Stories

Curating in the Social Media Age

Posted by: Mellany Artmstrong

Li sumpter, PhD, admits she doesn’t spend a lot of time on social media, but she says digital platforms are creating an evolution in the practice of curating.

“It can get overwhelming, those platforms, in terms of all the images and things that are coming at you,” she said. “But at the same time, when it’s done really well, it can be really powerful and pretty amazing in terms of what everyday people can do with these tools to curate images that then convey messages or stories.”

Sumpter teaches Curatorial Projects as well as Thinking and Working Like a Curator, and has also taught Curatorial Methods at Moore, which has the first undergraduate Curatorial Studies major of its kind in the country.

She says Instagram, Facebook and Snapchat are putting the spotlight on the trained eye of a curator.
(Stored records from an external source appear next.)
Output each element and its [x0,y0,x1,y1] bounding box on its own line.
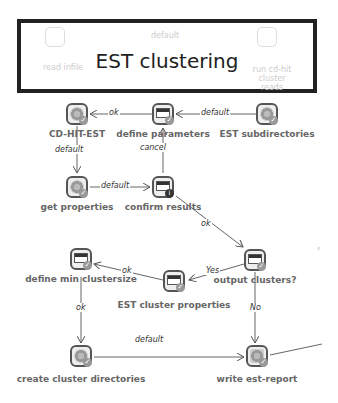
check-badge-icon: ✓ [83,358,92,367]
edge-label-default: default [200,108,230,117]
node-label: get properties [41,202,114,212]
node-define-min-clustersize[interactable]: ✓ [70,248,92,270]
node-confirm-results[interactable]: i [152,176,174,198]
node-label: confirm results [125,202,202,212]
edge-label-cancel: cancel [139,143,167,152]
edge-label-ok: ok [108,108,120,117]
node-create-cluster-directories[interactable]: ✓ [70,345,92,367]
edge-label-ok: ok [200,219,212,228]
edge-label-default: default [134,335,164,344]
node-label: EST cluster properties [118,300,231,310]
check-badge-icon: ✓ [79,116,88,125]
node-est-subdirectories[interactable]: ✓ [256,103,278,125]
node-label: EST subdirectories [220,129,315,139]
scroll-indicator: ‹ [317,244,320,253]
edge-label-no: No [249,303,262,312]
check-badge-icon: ✓ [165,116,174,125]
check-badge-icon: ✓ [269,116,278,125]
node-cd-hit-est[interactable]: ✓ [66,103,88,125]
node-label: define parameters [116,129,210,139]
edge-label-default: default [54,145,84,154]
workflow-canvas: read infile default run cd-hit cluster r… [0,0,338,403]
node-get-properties[interactable]: ✓ [66,176,88,198]
check-badge-icon: ✓ [176,283,185,292]
node-label: write est-report [217,374,298,384]
node-label: define min clustersize [25,274,137,284]
node-label: output clusters? [214,275,297,285]
node-est-cluster-properties[interactable]: ✓ [163,270,185,292]
check-badge-icon: ✓ [259,358,268,367]
edge-label-yes: Yes [205,266,220,275]
node-define-parameters[interactable]: ✓ [152,103,174,125]
check-badge-icon: ✓ [257,262,266,271]
node-output-clusters[interactable]: ✓ [244,249,266,271]
edge-label-ok: ok [75,303,87,312]
node-label: CD-HIT-EST [49,129,105,139]
check-badge-icon: ✓ [79,189,88,198]
check-badge-icon: ✓ [83,261,92,270]
node-write-est-report[interactable]: ✓ [246,345,268,367]
edge-label-default: default [100,181,130,190]
info-badge-icon: i [165,189,174,198]
node-label: create cluster directories [17,374,146,384]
“I think there has been an un­derscoring of curatorial fellowships, and the idea of what it means to have that specified training in curating,” she said.

Sumpter believes curators must emphasize education and help view­ers to understand the artist’s vision and intentions when engaging with various art forms.

“That’s something that I think is also a trend, that now curators are really thinking hard about how to engage audiences beyond just putting art on the walls or having a screening or even performance art,” she said.

Sumpter says she is blown away by the ways in which curatorial stu­dents can express their ideas.

“For example, the students I’m working with, a lot of them have skills in InDesign or design software pro­grams that allow them to take their vision and communicate it through infographics and all kinds of things,” she said. “A lot of the students here at Moore, they come with these skills. It puts them at an advantage.”

Sumpter says those skills have come into play in an ongoing partnership with Park Towne Place Apartments on the Benjamin Franklin Parkway, not far from Moore. Curatorial Studies students are soliciting and selecting art for the corridors on each residential floor, some of which includes a huge digital printout of a Thomas Eakins paint­ing, as well framed reproductions of Eakins’ works. Students also write the wall labels describing the art.

Another trend she’s noticing is a push for diversity.

“One of the things I’m really happy to see, as far as changes in the field, is that there are designat­ed fellowships now for expanding the field in a diverse way,” she said, pointing to fellowships created at the Pennsylvania Academy of the Fine Arts and at the Philadelphia Museum of Art for curators of color.

“I think that it really says some­thing about the idea of access and agency, inclusion and equity,” Sumpter said. “When you think about the fact that images define our world, it’s very important that the people who have that power to create and curate this visual experience, that all walks of life are represented and have that power.”